As we build digital archives like Spirit Native Foods, we must confront a difficult question: Who owns this data? Is the use of Monarda for heart medicine “public domain” just because a researcher wrote it down in 1910? Or is it the intellectual property of the Lakota people from whom it was learned?

In this 2,100-word analysis, we explore the principles of Indigenous Data Sovereignty (IDS), the history of ethnobotanical extraction, and the ethical protocols that guide this archive’s existence.


1. What is Indigenous Data Sovereignty?

Indigenous Data Sovereignty is the right of a nation to govern the collection, ownership, and application of data about its people, lands, and resources. In the context of ethnobotany, this refers to Traditional Ecological Knowledge (TEK).

The CARE Principles

The global IDS movement has established the CARE Principles for Indigenous Data Governance:

  • Collective Benefit: Data ecosystems should be designed and function in ways that enable Indigenous Peoples to derive value from the data.
  • Authority to Control: Indigenous Peoples’ rights and interests in their data must be recognized and their authority to control such data be empowered.
  • Responsibility: Those working with Indigenous data have a responsibility to share how this data is used with the community of origin.
  • Ethics: Indigenous Peoples’ rights and wellbeing should be the primary concern at all stages of the data life cycle.

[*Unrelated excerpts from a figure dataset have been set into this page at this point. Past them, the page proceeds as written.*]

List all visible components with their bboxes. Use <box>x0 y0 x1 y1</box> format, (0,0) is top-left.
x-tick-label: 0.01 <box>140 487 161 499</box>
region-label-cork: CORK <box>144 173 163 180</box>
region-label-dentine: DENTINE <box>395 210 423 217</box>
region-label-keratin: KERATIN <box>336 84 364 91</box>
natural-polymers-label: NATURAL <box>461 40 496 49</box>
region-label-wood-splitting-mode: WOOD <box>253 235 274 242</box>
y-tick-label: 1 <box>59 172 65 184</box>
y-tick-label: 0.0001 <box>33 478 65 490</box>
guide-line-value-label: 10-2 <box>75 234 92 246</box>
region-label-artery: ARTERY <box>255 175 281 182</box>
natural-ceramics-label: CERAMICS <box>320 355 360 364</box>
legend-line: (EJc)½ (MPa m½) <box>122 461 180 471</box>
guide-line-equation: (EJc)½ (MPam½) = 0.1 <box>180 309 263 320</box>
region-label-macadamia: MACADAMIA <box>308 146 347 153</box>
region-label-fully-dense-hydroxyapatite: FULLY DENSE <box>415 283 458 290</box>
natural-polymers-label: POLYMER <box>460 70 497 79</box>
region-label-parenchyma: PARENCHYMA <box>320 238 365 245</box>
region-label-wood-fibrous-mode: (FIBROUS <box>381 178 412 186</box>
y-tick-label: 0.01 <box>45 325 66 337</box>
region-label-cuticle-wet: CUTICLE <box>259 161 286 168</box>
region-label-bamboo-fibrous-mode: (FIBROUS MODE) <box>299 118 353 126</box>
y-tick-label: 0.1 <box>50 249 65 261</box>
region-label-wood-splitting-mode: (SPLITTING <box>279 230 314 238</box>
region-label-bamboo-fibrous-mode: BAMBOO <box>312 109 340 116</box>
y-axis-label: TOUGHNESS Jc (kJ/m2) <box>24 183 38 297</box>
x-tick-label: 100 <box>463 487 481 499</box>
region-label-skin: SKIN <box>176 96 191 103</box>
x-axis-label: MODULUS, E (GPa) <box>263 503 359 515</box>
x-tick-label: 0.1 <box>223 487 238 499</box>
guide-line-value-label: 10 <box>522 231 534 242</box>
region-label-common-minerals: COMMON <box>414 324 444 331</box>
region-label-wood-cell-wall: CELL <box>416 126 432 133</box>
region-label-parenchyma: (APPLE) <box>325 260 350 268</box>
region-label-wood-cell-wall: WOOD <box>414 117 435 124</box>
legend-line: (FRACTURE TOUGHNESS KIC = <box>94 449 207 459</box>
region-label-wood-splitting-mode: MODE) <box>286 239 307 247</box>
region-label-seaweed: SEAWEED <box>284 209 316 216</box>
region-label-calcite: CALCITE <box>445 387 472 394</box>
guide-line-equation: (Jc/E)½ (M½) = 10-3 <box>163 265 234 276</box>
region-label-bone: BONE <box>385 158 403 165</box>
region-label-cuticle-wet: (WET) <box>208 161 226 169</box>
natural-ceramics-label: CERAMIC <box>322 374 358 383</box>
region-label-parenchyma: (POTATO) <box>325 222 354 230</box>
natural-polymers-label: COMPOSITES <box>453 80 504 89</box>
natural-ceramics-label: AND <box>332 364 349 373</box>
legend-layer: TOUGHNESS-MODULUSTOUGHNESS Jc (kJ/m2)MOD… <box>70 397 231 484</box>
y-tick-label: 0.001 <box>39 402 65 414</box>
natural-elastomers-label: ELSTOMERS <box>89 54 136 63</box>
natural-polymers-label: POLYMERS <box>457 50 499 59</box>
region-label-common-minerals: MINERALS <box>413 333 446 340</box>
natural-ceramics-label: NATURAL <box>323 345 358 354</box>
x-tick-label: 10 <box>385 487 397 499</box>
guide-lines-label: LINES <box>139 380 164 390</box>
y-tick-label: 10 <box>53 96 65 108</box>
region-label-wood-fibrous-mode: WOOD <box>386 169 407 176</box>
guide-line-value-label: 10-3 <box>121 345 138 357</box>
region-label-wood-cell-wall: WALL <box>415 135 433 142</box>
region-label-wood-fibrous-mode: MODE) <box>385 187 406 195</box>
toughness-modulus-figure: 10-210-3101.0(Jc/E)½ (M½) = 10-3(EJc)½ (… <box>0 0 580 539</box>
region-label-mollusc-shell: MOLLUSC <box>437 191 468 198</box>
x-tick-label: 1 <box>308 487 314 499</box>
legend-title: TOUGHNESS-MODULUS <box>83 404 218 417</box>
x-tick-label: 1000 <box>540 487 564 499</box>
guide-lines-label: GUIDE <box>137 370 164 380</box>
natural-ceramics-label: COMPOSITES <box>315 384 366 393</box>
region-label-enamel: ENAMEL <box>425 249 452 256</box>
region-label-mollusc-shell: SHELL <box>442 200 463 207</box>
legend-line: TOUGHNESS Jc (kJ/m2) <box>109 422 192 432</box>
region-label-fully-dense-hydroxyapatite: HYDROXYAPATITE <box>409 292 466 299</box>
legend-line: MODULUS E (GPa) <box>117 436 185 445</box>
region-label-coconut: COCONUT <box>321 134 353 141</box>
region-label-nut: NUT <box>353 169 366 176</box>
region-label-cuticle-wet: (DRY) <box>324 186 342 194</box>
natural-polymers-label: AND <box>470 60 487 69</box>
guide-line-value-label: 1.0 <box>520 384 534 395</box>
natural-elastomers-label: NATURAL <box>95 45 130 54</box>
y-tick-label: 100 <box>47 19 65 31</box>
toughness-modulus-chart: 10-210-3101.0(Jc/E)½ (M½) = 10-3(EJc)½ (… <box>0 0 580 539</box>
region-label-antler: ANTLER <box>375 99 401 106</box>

2. A History of Extraction: The Biopiracy Legacy

To understand why “Respect” is a primary category of our ethics series, we must acknowledge the history of Biopiracy.

The Bridge from Archive to Sovereignty

The Researcher’s Journal

Throughout the 19th and early 20th centuries, ethnobotanists and anthropologists (such as Melvin Gilmore and Alice Fletcher) traveled across the Great Plains. They recorded thousands of plant uses, ceremonial songs, and harvesting locations. While many of these researchers were motivated by a desire to “save” what they believed was a “vanishing culture,” the act was fundamentally extractive.

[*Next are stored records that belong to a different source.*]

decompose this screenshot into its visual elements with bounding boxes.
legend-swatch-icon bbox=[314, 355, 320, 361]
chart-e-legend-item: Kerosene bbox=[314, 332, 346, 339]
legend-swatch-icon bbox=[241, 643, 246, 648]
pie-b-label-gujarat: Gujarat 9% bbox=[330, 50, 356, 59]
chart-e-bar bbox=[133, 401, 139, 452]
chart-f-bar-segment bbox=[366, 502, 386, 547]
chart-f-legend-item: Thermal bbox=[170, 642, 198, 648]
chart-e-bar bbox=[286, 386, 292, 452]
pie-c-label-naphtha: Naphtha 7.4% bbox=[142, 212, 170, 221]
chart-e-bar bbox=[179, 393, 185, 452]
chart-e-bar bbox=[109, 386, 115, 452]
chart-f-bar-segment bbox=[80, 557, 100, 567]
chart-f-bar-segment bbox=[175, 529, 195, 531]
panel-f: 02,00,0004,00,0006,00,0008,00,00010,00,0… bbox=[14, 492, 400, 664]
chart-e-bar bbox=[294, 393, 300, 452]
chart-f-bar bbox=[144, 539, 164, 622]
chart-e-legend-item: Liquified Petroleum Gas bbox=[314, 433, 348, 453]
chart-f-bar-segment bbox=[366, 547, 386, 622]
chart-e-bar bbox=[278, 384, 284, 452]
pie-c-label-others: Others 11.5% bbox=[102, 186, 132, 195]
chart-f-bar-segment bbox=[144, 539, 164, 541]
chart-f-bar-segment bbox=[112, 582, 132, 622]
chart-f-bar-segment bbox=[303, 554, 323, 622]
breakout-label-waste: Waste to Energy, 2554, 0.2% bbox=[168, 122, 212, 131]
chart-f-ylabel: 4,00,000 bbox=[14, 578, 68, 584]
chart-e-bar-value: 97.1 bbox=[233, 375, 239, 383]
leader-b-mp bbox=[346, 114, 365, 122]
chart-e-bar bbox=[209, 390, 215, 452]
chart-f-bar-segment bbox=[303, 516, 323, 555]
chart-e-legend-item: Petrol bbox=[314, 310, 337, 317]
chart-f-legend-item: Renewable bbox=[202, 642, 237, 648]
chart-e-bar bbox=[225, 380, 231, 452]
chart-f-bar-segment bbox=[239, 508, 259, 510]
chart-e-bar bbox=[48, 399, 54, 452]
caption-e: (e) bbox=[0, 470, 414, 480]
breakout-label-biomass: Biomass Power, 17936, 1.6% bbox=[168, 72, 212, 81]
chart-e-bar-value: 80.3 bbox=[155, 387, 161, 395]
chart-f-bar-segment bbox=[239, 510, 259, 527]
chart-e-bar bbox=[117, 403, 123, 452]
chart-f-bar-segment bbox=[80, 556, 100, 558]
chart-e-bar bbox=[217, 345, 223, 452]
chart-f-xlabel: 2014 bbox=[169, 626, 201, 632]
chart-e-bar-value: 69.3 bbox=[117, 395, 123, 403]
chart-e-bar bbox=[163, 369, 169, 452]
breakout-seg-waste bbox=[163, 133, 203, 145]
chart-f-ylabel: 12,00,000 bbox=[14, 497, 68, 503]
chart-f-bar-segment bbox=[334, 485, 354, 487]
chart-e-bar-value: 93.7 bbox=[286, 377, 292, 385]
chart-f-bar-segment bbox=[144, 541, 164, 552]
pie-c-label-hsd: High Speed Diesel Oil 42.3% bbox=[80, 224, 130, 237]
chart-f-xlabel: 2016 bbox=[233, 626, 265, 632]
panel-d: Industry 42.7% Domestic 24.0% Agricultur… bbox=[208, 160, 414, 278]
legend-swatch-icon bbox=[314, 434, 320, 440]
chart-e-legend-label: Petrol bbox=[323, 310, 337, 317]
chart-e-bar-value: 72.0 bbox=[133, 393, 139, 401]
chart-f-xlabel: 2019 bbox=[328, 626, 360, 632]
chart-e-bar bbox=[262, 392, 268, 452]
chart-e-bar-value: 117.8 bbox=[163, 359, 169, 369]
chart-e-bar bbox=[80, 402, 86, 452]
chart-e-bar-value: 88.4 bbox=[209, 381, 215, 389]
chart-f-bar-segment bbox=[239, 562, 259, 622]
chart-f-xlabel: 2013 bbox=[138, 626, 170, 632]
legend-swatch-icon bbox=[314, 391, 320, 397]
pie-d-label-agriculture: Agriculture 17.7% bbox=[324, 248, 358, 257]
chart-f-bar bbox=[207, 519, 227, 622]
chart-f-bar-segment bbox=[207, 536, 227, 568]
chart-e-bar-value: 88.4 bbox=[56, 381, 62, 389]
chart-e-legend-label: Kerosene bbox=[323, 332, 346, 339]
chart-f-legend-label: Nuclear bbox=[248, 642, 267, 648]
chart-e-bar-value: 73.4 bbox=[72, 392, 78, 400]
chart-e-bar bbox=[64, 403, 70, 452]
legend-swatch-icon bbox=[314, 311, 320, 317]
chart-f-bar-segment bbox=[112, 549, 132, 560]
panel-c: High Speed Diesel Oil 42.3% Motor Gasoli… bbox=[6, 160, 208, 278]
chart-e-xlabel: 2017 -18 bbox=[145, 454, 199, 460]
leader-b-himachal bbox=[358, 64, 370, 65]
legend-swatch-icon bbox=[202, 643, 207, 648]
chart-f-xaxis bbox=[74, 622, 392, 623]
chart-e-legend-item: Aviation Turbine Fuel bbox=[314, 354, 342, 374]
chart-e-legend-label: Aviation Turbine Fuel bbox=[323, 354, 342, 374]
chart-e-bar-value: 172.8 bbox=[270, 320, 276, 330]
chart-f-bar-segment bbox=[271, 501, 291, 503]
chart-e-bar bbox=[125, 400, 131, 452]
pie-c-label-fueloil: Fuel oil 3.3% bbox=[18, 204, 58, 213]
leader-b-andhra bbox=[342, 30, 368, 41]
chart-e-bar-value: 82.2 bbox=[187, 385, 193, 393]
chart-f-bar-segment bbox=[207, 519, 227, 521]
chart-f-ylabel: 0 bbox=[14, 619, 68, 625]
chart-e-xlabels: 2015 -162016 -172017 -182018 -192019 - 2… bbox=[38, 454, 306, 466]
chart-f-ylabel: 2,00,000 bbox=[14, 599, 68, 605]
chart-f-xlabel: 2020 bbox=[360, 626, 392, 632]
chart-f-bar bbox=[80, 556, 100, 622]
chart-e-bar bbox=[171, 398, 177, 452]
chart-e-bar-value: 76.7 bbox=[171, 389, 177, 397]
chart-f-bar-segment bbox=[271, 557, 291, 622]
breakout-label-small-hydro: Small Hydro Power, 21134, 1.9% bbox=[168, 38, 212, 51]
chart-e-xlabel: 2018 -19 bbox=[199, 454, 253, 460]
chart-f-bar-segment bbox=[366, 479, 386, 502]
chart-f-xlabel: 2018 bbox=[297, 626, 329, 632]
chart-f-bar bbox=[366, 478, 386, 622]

  1. Lack of Consent: Elders often shared knowledge under duress or with the understanding it would stay within the community.
  2. Credit Theft: Scientific names were attached to plant uses, while the names of the indigenous practitioners were often omitted or relegated to footnotes.
  3. Commercial Exploitation: Pharmaceutical companies have historically used these ethnographic records to identify “lead compounds” for new drugs, generating billions in revenue while the indigenous communities of origin lived in poverty.

3. The Protocol of Secrecy: Why We Don’t Tell All

One of the most difficult ethical hurdles for a digital archive is the concept of Secret Knowledge. In many Plains cultures, certain medicinal recipes or ceremonial uses are not for the general public. They are “held” by certain societies (like the Medicine Root Society) or passed down within families.

The Archive’s Boundary

At Spirit Native Foods, we follow a strict protocol of “Public Record vs. Community Knowledge.”

  • We only publish what is already available in published ethnographic records (Moerman, Kindscher, etc.). We do not publish “insider” information shared in confidence by contemporary practitioners unless explicitly authorized.
  • We avoid specific details of ceremonial dosage or ritual “songs” that are intended only for initiates.
  • The Goal: To provide a educational resource for general foraging and cultural appreciation without “breaking” the traditional boundaries of sacred knowledge.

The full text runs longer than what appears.